SAN FRANCISCO -- Lawyers in court Thursday on the shooting death of Kate Steinle said the murder case that ignited a furious national debate over illegal immigration won't go to trial until next year, long after the presidential election.
Although a judge set Dec. 2 as the date to assign the case for trial, it could take months -- or longer -- for the trial of Juan Francisco Lopez-Sanchez to begin in earnest.
"I have cases that are 4 years old," prosecutor Diane Garcia said during the two-minute hearing.
Outside court, Matt Gonzalez, Lopez-Sanchez's public defender, said there have been no discussions of a plea deal in the killing of Steinle, who was shot in the back while walking with her father along San Francisco's Pier 14 on July 1, 2015.
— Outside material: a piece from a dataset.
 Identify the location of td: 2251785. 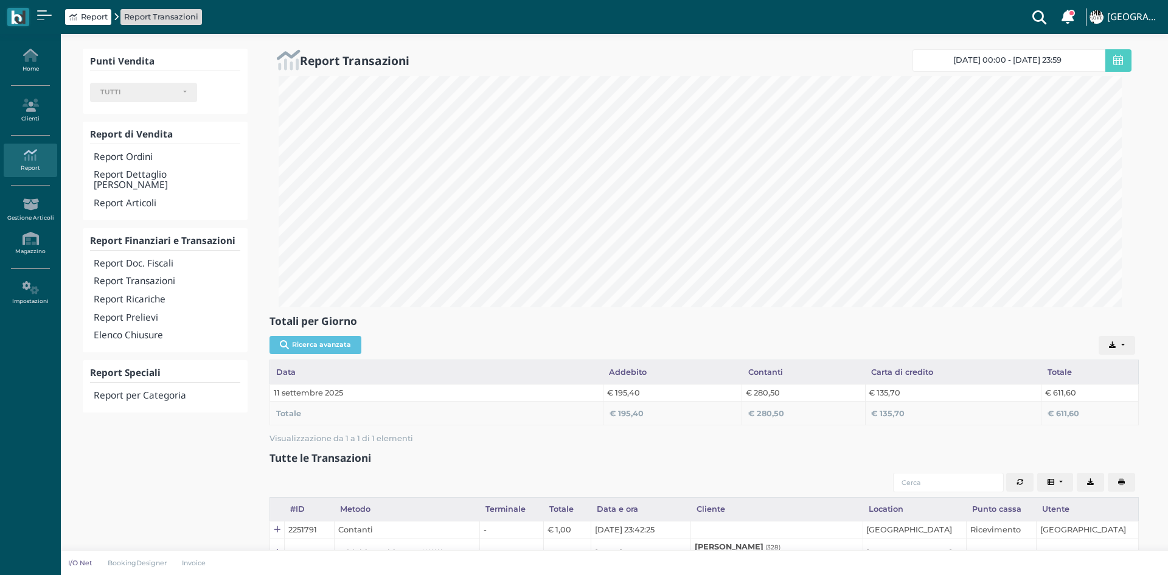
(310, 553).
Kathryn Steinle is seen in a 2009 photograph. Steinle died from a single gunshot wound on July 1, 2015, while walking on Pier 14 along San
Kathryn Steinle is seen in a 2009 photograph. Steinle died from a single gunshot wound on July 1, 2015, while walking on Pier 14 along San Francisco's Embarcadero with her father. (Courtesy of Nicole Ludwig)
"It is a case that is really all or nothing," Gonzalez said, repeating his position that the shooting was accidental.
Steinle was struck by a bullet fired from a gun stolen days earlier from a U.S. Bureau of Land Management ranger. Lopez-Sanchez's lawyers claim he found the gun on the pier and fired it accidentally. The bullet struck the pier deck and ricocheted, hitting Steinle in the back.
Garcia claims Lopez-Sanchez intended to kill Steinle, claiming he fired what she's called "a skip shot." But a ballistics expert who testified at Lopez-Sanchez's preliminary hearing last year said such a shot would be nearly impossible because the bullet could not have followed a straight path after hitting the pier
Republican presidential nominee Donald Trump has held up Lopez-Sanchez -- a Mexican national who had been deported five times only to re-enter the United States -- as one of his justifications for building a wall along the Mexican border and mentioned Steinle in his acceptance speech in Cleveland last month.
Local and federal authorities came under fire in the aftermath of the killing for releasing Lopez-Sanchez back on the streets of San Francisco just weeks before Steinle's killing, in part, because of the city's refusal to hold suspects for immigration violations.